Habitat awareness and the community
As we emerge from a very dry summer followed by a very wet winter, this bulletin is intended as the first in an irregular series reflecting on the natural and semi-natural worlds surrounding Preston-under-Scar. There’s an invitation here: if you like the idea, you might email me your observations – things that delight you, things that worry you, things that seem surprising – and I will attempt to weave them in. (Crediting contributors.) Together, we’d be carrying out a sort of horizon scan. What species are doing well? What species are rarely seen or perhaps under threat? We can, I think, afford to be quite subjective about our observations and perceptions. For now, anyway, there are other bodies which carry on the important work of systematic observation and recording – The Yoredale Natural History Society https://www.yoredalenaturalhistory.com/ is an obvious first port of call. And a huge if somewhat haphazard bulk of recorded material can be found in the Parish Profile generously created for us by the North and East Yorkshire Ecological Data Centre (linked from this website). Some of us also take part in forms of data collection organised by other agencies, like the RSPB annual garden birdwatch, or the Butterfly Conservation annual butterfly count - https://bigbutterflycount.butterfly-conservation.org/about .
So, more broadly, this represents a call to share our observations and thoughts about the health and condition of the mosaic of different habitats which compose the setting in which the human inhabitants of the village carry on their daily lives. And within those habitats, how we might ‘read’ the fortunes of our fellow species – plants, mosses, mammals, amphibians, birds, or insects. There’s a simple slide that goes from surprise to taken-for-granted. So, on a personal note, here are a few surprises encountered on first coming to the village thirteen years ago.
- The abundance of rabbits (even if some of them seem to be suffering from haemorrhagic diseases).
- Possibly connected: I’ve only seen one fox in the area, and that was between East Witton and Jervaulx.
- Nor have I seen a badger, apart from one dead on the Tank Road and another (improbably) by the railway line.
- The scale of the population of semi-wild pheasants.
- The delight of seeing large flocks of curlew (sometimes 50 or more) on the moors and fields adjacent to them.
- Having lived in Weardale, I was expecting to see adders on the moors. But the only reptiles I’ve seen round here were two slow worms which had made the fatal mistake of trying to cross Moor Road.
- The scarcity of squirrels – the occasional grey sighted between Tulliscote Farm and Condenser Wood. And, once a red, presumably on a scoping expedition from the Snaizeholme reserve.
After years of abundant toads and newts in and around our garden ponds, last year we only saw the occasional newt – was this a random variation or a trend? Finally (for now): we very rarely meet earthworms in our garden. Do other people get earthworms? If not, what has happened to them? They are said to be able to ingest and excrete lead without ill effects, so that can’t be it.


**WHAT THE EXERCISE ASKS**
Omit all pictures, and print word for word only the lines from the one containing "Navigate to computer keyboard." through the end of the data.

**TASK DATA**

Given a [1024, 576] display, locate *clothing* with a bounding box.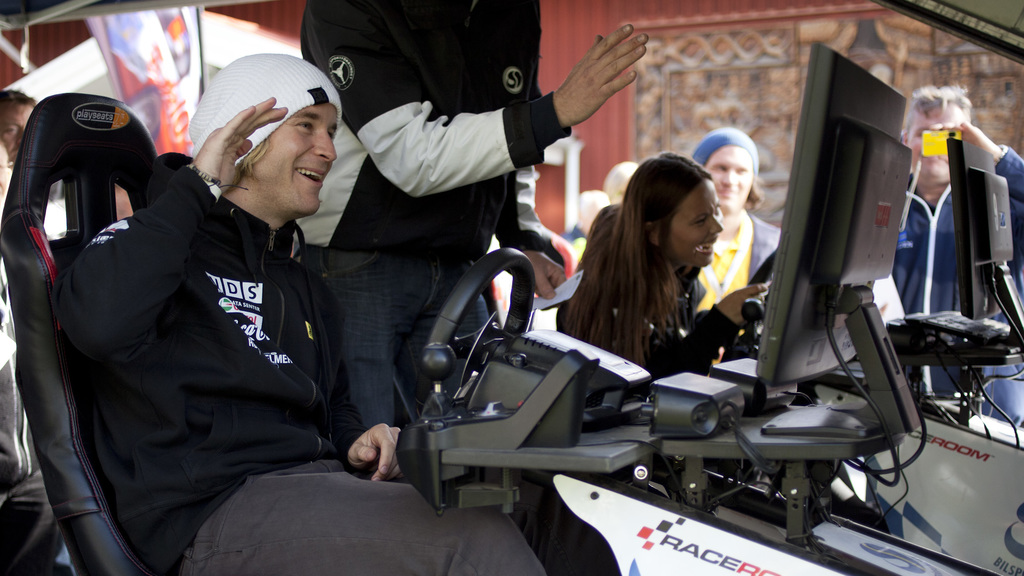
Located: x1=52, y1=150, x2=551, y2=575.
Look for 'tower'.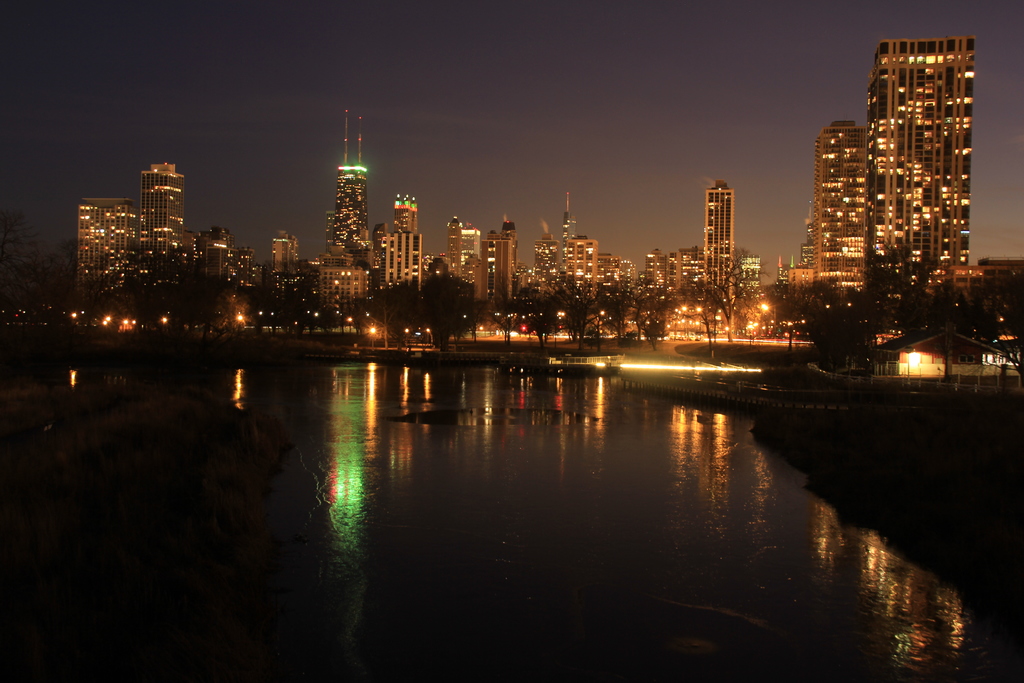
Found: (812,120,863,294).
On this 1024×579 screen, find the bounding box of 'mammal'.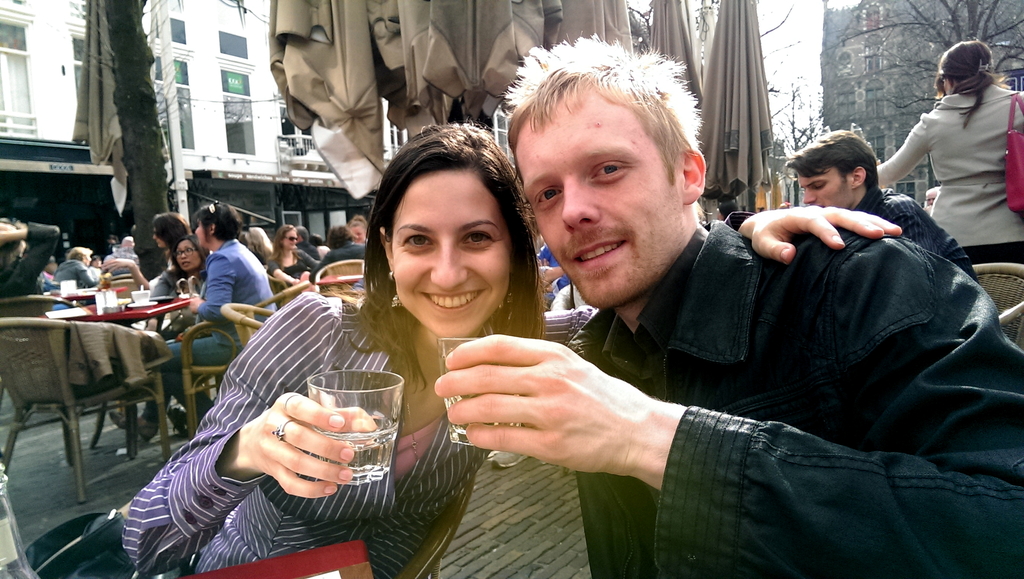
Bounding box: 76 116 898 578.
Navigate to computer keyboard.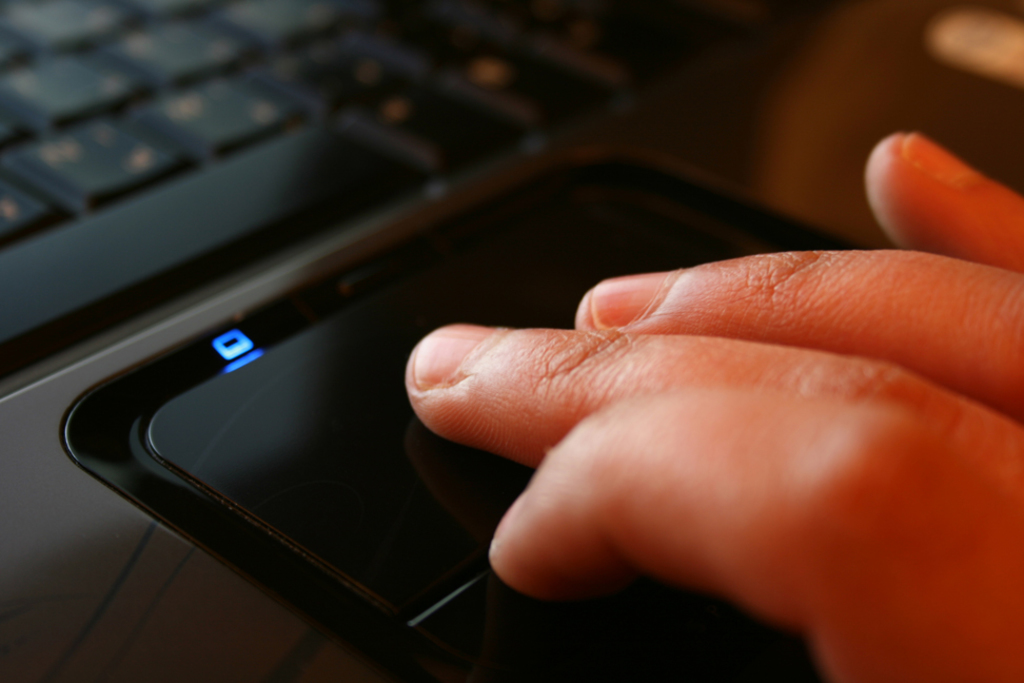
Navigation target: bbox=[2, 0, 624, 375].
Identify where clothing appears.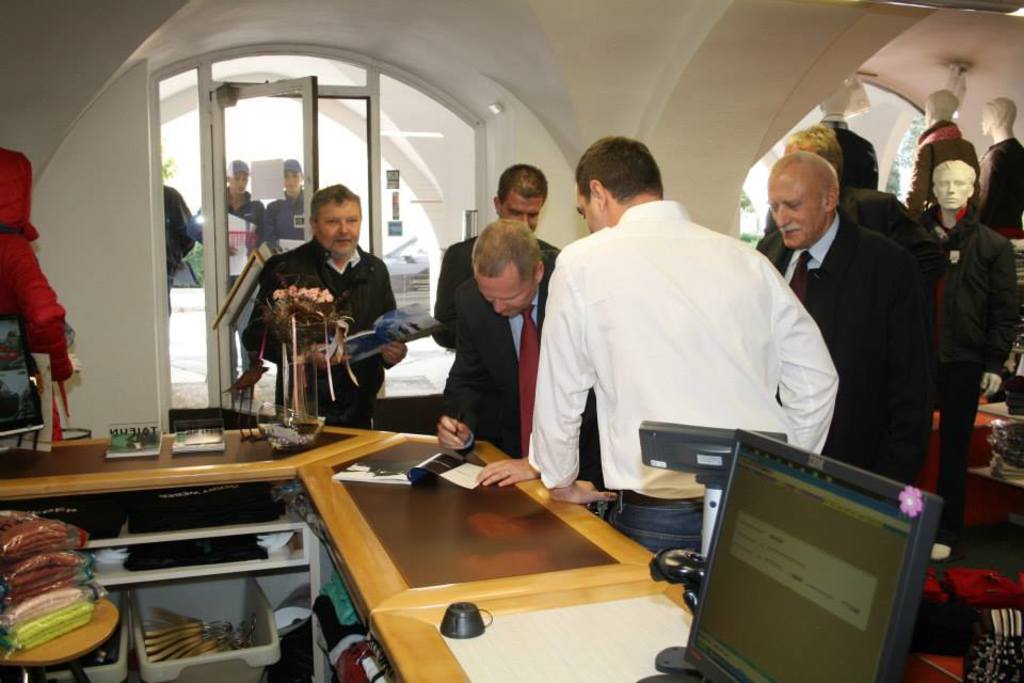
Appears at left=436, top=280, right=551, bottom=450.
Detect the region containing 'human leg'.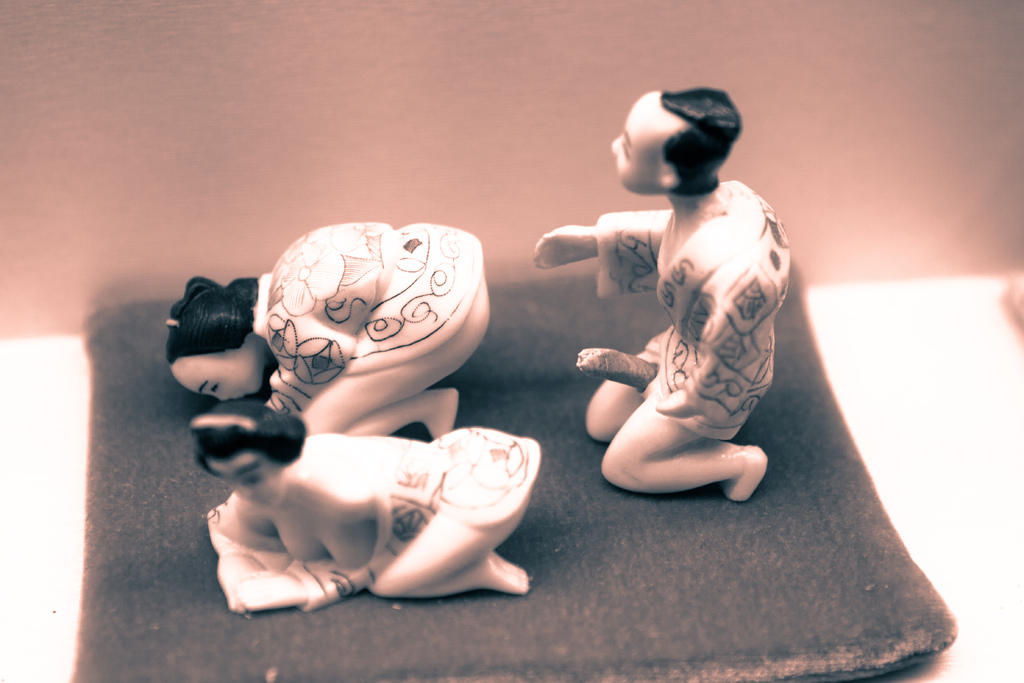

**SOLUTION BELOW**
Navigate to computer keyboard.
Navigation target: bbox=[2, 0, 624, 375].
Identify where clothing appears.
Appears at left=436, top=280, right=551, bottom=450.
Detect the region containing 'human leg'.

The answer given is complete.